I ask to speak to a manager.
One arrives and we have an exact replay of the situation I just described. At this point, I'm angry and I just can't let the situation go. I'm trying to fight off the feeling that I've somehow become trapped in a lesser-known Kafka tale.
She calls another woman over, who I learn is a loss prevention specialist. I'm now wondering if they think I'm trying to pull a fast one on them.
The loss prevention specialist, the manager and the customer service lady talk about the situation as though I'm not there, and my interjections are ignored. Did I mention that I'm angry?
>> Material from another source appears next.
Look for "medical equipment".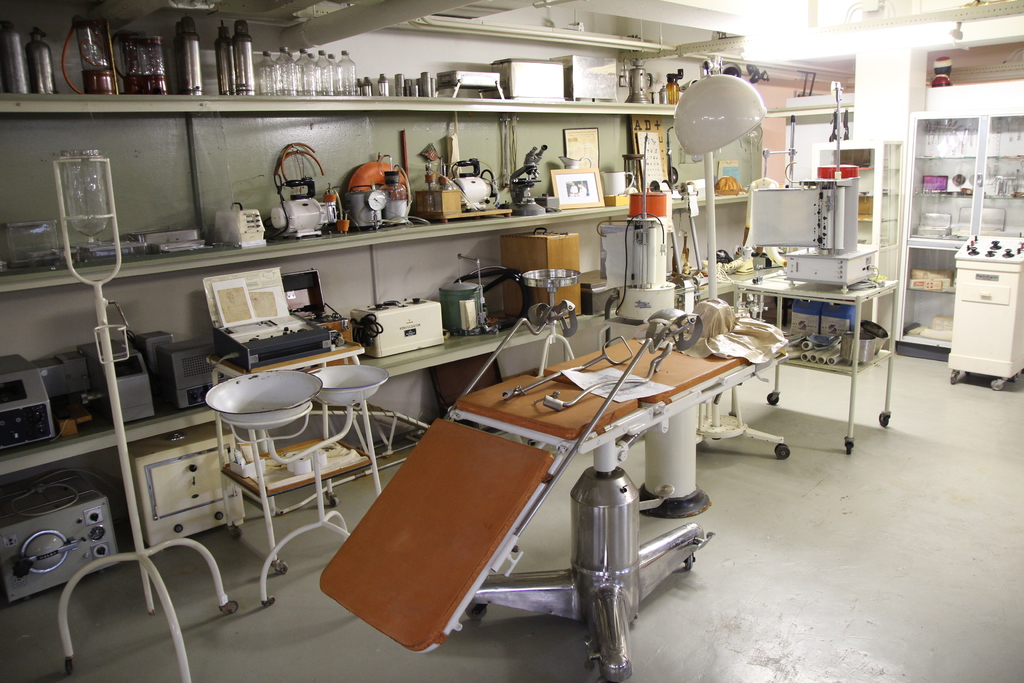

Still, I'm not yelling at them, just passionately stating my case. I point to the policy on the wall behind them and once again say that it doesn't state anything about an exchange only.
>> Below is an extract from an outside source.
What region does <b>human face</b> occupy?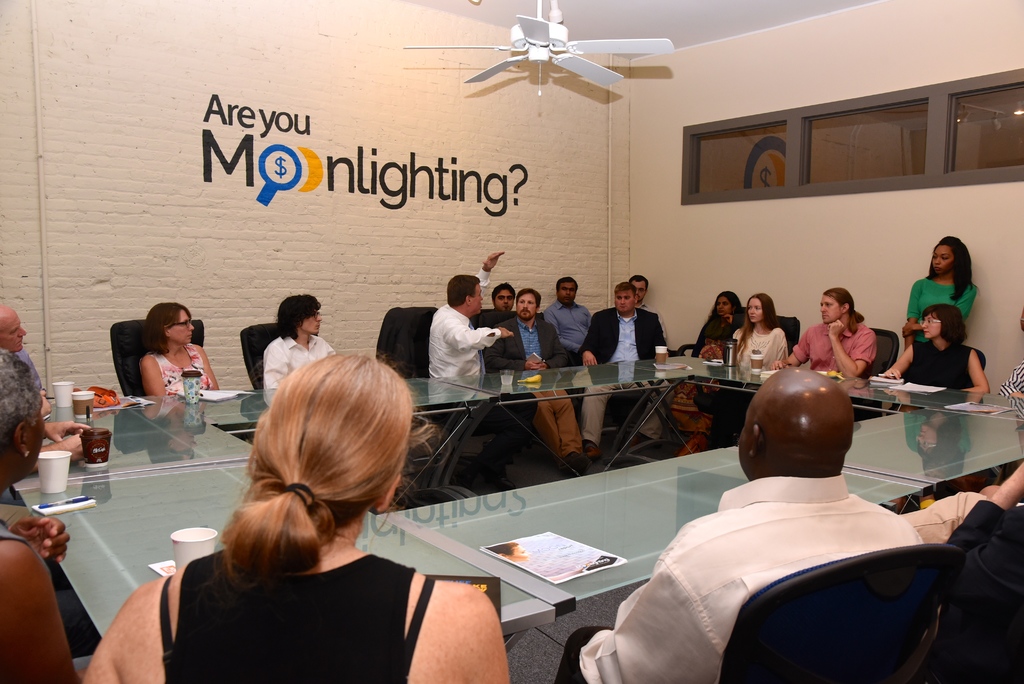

The loss prevention specialist says, "The exchange only policy is posted on the shelf where you got the bed."
No, it isn't. And if it is, it is hidden so well that a casual observer will not see it.
The loss prevention specialist walks away. She apparently has more important matters to attend to. It's now down to the manager and me. We go back and forth for a while more, then the customer service lady presents the magical policy book. And there, they show me, in black and white, why their hands are tied.
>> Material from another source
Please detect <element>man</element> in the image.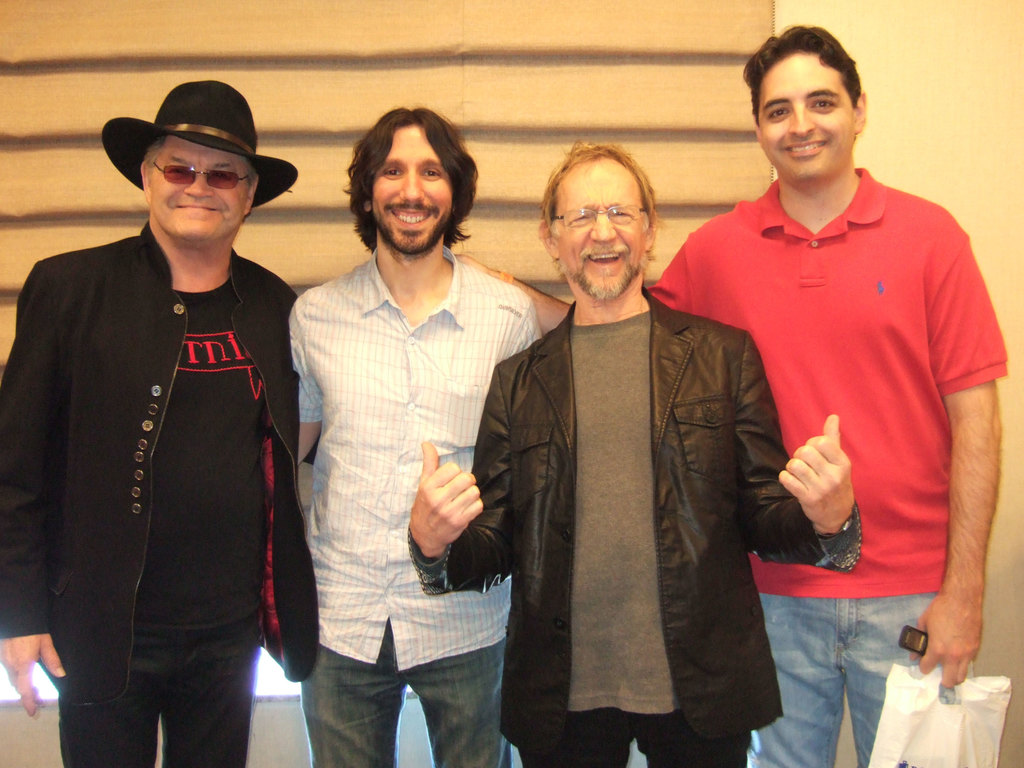
(x1=404, y1=143, x2=863, y2=767).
She helpfully puts an asterisk and parenthesis around the relevant parts. The secret policy that the unsuspecting customer must adhere to compels a face palm and I silently ask myself how much of my life I am willing to throw away on this issue. Answer? Not a minute more.
Not being familiar with the store, and having been super tired when I had purchased the bed, I ask the manager where I should go to find a replacement. She points this way and that, and then I finally just ask her to take me to it.
She leads me to a part of the store that I know I didn't get my air bed from. I say, "I got mine from the camping supply aisle." "Yeah," she says, "those aren't good. These ones are better."
????????????
We can't find one that is equivalent to the one I returned. I again bring up the absurdity of having a return policy that the customer is unaware of, and finally, she gives.
"You know, I wish they would just stop carrying these things. We keep getting them returned. But, there's nothing I can do. Walmart doesn't get their money back for defective returned air beds, so I can't give you a refund. I wish I could. I'd be mad too, if I were in your place."
Hold up. Walmart doesn't get its money back for defective merchandise that has a history of high returns, yet CONTINUES TO CARRY THE PRODUCT?
Am I supposed to feel sorry for Walmart?
Walmart, a MULTI-BILLION DOLLAR company, is more concerned with keeping my measly $75 (it's not measly to me, these things are relative) than it is with conducting itself with integrity and maintaining good business practices? Walmart is content with losing a loyal customer and HIGHLY VOCAL SUPPORTER (even against the persistent arguments of beloved friends) over a product that its own managers can't get behind?
Again, Walmart haters, bear with me. I was blind, but now I see.
I decide to put us both out of our misery and take a smaller mattress made by a different manufacturer with a higher price tag, and I ask the manager if she will discount the extra three or four dollars so that it's just an even exchange.
"That, I can do," she says, visibly relieved.
So, I take my new mattress, put it in my trunk and there it still sits, unopened and unseen.
Because, of course, if I open it and it is unsatisfactory, I can't return it for a refund. It says so. Right there in the employee policy book.